MADISON, Wis., Feb. 26 (UPI) -- An estimated 70,000 protesters rallied in Madison, Wis., Saturday in another show of opposition to Gov. Scott Walker's effort to curtail public employee unions.
It was the second straight weekend huge crowds filled the streets around the Capitol building to try to sway the state's Republican-majority Legislature not to pass a bill pushed by walker that would end most collective bargaining rights, the Wisconsin State Journal reported.
A string of speakers, including union and religious leaders, and rank-and-file public workers, exhorted the crowd, which chanted "We are Wisconsin!" as a light snow fell, the Milwaukee Journal Sentinel reported.
One -- 30-year-old Madison nurse Angela Aldous -- drew a figurative line in the snow for Walker.
"Governor Walker, I'm not faking this Wisconsin accent," Aldous said. "I was born in Wisconsin. I live in Wisconsin. And I came back early from my ice-fishing trip to tell you, 'You are not going to crush Wisconsin.'"
She then led the crowd in a chant: "We are Wisconsin."
Activist folk singer Peter Yarrow and actor Bradley Whitford lent an air of celebrity to the day by showing up to support the protesters.
The Milwaukee newspaper said Senate Minority Leader Mark Miller, D-Monona, said Saturday he had spoken with Senate Majority Leader Scott Fitzgerald, R-Juneau, to try to work out a compromise.
"We continue to seek a resolution to this impasse," said Miller, who with other Senate Democrats are out-of-state to prevent Republicans from pushing through the bill. "We have been communicating on a daily basis with our Republican colleagues."
The "governor is the key to solving this," Miller said.
The pro-union forces have had a daily presence at the Capitol, but beginning Sunday, they will no longer be allowed to sleep overnight in the building, officials said. Additionally, protesters must leave the building by 4 p.m. Sunday so it can be cleaned, the Journal Sentinel reported. Beginning Saturday protesters were prevented from bringing mattresses and blankets into the building.
"We are closing the Capitol for a short period of time for public health reasons, as well as for general building maintenance," state Capitol Police Chief Charles Tubbs said.
Thousands of demonstrators have occupied the building for nearly two weeks, protesting Walker's budget-repair plans.
"There's an interest by Capitol police, by the end of the weekend, to consider start going back to normal business hours at the capitol," Walker said Friday.
Jim Palmer, executive director of the Wisconsin Professional Police Association, disagreed with the decision to close the building.
In a statement, Palmer said, "the protesters are cleaning up after themselves and have not caused any problems."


#### [Instructions to follow]
Select from the records below every line that has the word "solid" in it.

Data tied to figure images
--
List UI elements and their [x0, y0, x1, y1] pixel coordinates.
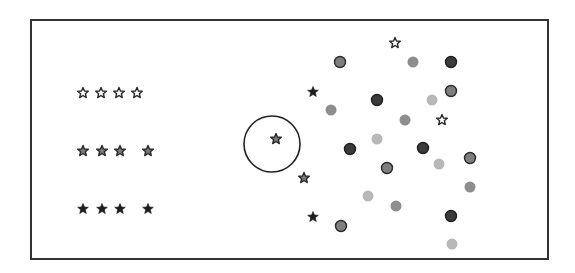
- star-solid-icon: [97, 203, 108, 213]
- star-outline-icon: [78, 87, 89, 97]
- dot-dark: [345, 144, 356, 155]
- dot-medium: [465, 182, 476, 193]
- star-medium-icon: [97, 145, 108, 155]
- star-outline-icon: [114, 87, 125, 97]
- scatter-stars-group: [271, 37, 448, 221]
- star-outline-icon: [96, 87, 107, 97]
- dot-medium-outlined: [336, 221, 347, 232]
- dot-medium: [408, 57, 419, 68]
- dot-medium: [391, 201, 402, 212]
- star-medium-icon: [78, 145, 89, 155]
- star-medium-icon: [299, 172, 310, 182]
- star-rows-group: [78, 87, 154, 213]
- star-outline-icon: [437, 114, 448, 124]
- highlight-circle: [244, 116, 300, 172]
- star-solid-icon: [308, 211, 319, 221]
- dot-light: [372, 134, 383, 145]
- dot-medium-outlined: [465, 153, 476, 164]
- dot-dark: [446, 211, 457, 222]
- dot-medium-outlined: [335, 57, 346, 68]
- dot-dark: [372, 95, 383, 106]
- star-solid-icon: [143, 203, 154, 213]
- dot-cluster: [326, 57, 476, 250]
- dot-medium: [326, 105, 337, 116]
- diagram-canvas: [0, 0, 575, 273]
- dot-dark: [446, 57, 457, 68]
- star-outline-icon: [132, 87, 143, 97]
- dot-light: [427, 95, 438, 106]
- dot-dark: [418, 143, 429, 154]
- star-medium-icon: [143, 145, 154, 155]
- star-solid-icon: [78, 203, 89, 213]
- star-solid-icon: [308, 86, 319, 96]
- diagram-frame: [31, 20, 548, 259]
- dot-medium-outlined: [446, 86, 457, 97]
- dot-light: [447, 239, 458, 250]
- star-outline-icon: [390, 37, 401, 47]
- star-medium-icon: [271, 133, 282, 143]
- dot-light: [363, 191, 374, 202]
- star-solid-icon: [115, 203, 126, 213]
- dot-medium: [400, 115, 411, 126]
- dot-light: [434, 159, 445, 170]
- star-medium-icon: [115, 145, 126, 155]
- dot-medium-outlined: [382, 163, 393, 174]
--
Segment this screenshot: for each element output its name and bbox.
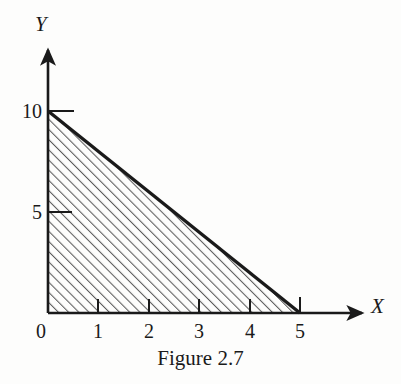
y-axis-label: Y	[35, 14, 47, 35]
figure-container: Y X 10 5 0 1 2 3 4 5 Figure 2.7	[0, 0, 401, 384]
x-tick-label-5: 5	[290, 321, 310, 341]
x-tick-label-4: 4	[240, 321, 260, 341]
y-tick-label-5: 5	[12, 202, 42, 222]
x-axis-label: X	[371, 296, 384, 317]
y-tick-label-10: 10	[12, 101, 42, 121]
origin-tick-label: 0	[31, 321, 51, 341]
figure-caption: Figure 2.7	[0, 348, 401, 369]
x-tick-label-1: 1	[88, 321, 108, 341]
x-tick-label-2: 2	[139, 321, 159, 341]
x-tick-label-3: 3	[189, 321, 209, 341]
--
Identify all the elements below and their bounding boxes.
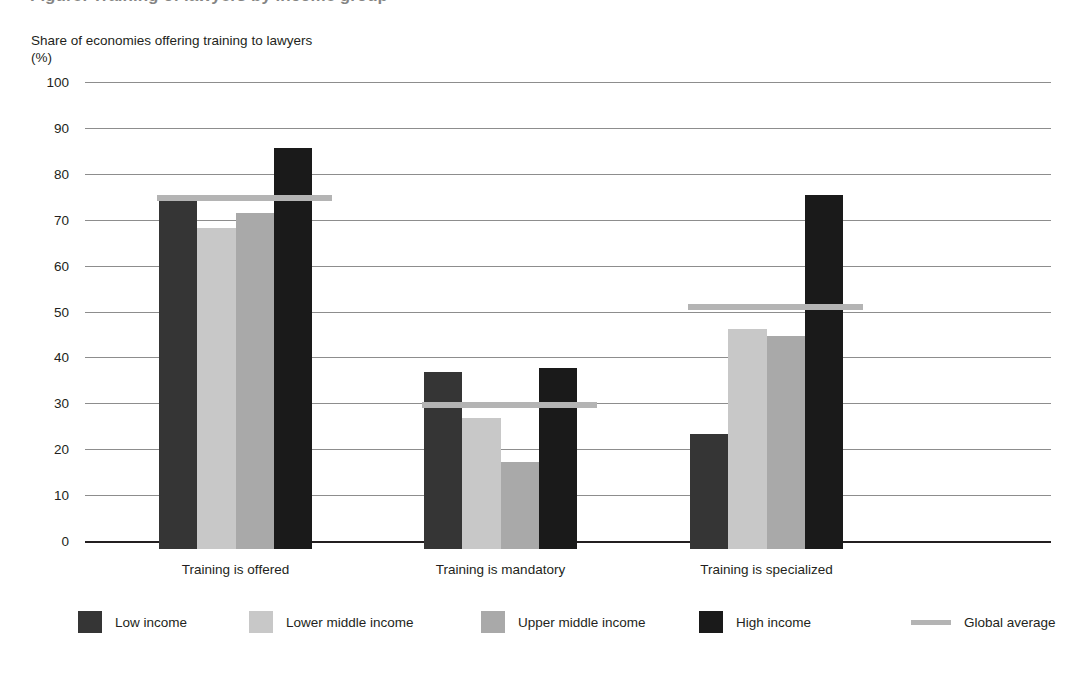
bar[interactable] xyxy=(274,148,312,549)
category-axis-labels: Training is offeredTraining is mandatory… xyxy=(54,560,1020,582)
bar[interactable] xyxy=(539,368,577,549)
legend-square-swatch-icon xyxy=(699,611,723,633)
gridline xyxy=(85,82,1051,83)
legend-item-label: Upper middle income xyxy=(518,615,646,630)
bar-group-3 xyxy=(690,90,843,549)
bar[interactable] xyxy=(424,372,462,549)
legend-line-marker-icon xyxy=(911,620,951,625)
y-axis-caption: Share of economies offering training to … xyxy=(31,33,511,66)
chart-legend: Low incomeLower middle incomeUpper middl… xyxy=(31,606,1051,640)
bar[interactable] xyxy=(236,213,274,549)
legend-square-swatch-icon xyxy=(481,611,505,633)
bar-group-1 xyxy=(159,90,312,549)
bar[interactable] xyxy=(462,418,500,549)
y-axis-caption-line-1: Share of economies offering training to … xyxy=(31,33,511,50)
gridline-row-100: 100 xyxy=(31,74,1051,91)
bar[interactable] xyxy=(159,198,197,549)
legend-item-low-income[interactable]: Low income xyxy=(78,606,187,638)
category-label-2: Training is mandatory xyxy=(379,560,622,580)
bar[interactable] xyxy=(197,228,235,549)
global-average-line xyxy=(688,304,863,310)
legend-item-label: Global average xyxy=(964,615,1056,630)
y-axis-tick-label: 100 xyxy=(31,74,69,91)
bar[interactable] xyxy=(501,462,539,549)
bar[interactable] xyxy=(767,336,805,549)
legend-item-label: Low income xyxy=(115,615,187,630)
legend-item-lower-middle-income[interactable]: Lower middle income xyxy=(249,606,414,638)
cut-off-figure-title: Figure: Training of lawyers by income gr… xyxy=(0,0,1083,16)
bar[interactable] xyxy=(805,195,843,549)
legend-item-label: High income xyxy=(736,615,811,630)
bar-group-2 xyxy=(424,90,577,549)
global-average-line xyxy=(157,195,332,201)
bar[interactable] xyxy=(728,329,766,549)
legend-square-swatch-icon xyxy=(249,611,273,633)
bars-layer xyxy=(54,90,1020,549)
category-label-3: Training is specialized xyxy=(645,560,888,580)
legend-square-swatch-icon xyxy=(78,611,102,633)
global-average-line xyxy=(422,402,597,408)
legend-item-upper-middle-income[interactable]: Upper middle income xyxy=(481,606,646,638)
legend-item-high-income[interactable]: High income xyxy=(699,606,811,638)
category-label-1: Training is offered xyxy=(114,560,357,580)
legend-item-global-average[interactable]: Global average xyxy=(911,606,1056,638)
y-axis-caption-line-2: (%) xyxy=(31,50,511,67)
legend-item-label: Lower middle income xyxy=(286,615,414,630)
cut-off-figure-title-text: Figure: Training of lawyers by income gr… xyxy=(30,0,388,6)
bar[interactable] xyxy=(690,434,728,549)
--
#### [Response]
- star-solid-icon: [97, 203, 108, 213]
- star-solid-icon: [308, 211, 319, 221]
- star-solid-icon: [143, 203, 154, 213]
- star-solid-icon: [78, 203, 89, 213]
- star-solid-icon: [308, 86, 319, 96]
- star-solid-icon: [115, 203, 126, 213]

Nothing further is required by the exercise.